Speaking on “Fox News Sunday,” the Arizona Republican said he wouldn’t rule out filibustering against any Obama appointee who doesn’t decide cases based strictly on the law.
OK, fine, that’s what judges do. But he went on to say this:
“We will distinguish between a liberal judge on one side and one who doesn’t decide cases on the merits but, rather, on the basis of his or her preconceived ideas.”
Well, what does he mean by that?
Obama has said he wants a justice who can bring legal expertise to the bench as well as a wealth of lifetime experience.
Senators of Kyl’s ilk and conservative interest groups of the same opinion are afraid of such language. Some wasted no time Tuesday painting Sotomayor, who was first appointed to the bench by a Republican president, George H.W. Bush, as a liberal activist judge.
But is a judge really supposed to decide cases without any consideration as to what the impact on the public might be?
Taken to its logical conclusion that could mean the Supreme Court never should have overturned Plessy v. Ferguson, the 1896 case that made possible racial segregation in the South. Plessy was the law of the land, and the court changed it.
Roe v. Wade is the law of the land, too, but we’re sure Kyl would have no trouble reconciling a Supreme Court decision that struck that ruling down.
The bottom line is judges — dare we say this — are supposed to make law, at least from time to time. That’s the by-product of legal interpretation. Courts do this by putting the cases they hear to the constitutional test: Are they consistent, not only with existing statute, but the rights and liberties guaranteed by the constitution. In doing so the court may even consider the intent of the law as well as the actual wording.
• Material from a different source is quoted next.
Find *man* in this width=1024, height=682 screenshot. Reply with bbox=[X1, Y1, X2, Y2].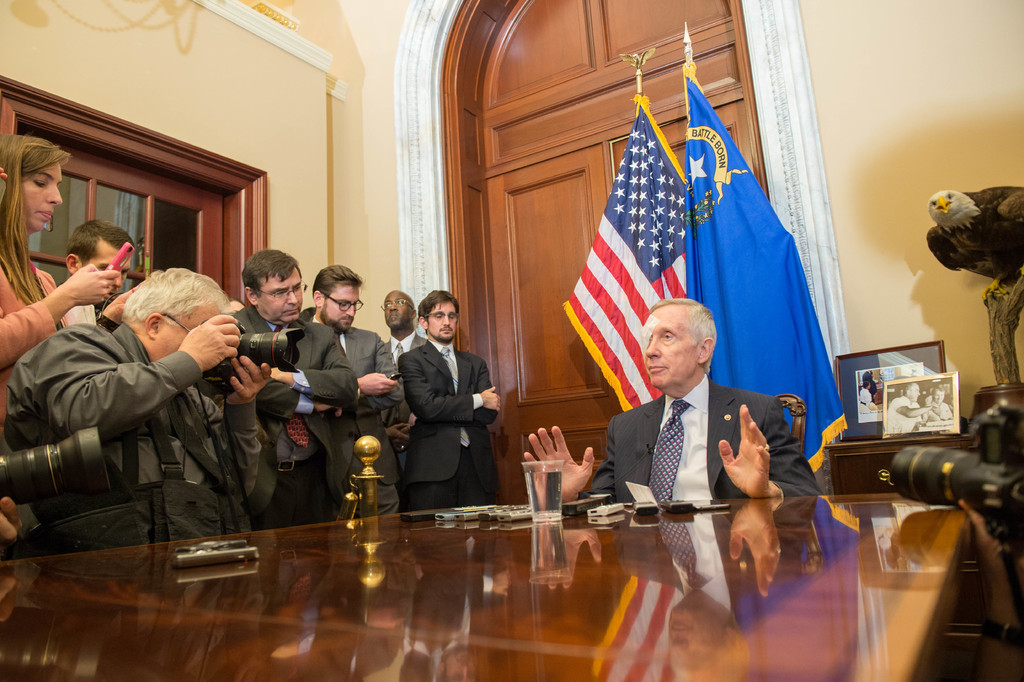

Congress and legislators don’t always act to change bad laws; that’s why blacks couldn’t vote in the South for years, why they went to inferior schools and sat at the back of the bus. Congress, being a political body, did not reverse that appalling situation. It was left to the Supreme Court, and the court acted.
Judges don’t decide cases in a vacuum; they can’t pretend their decisions don’t affect the lives of millions. There’s a fine line between the law and justice, and the best judges know how to serve one without offending the other.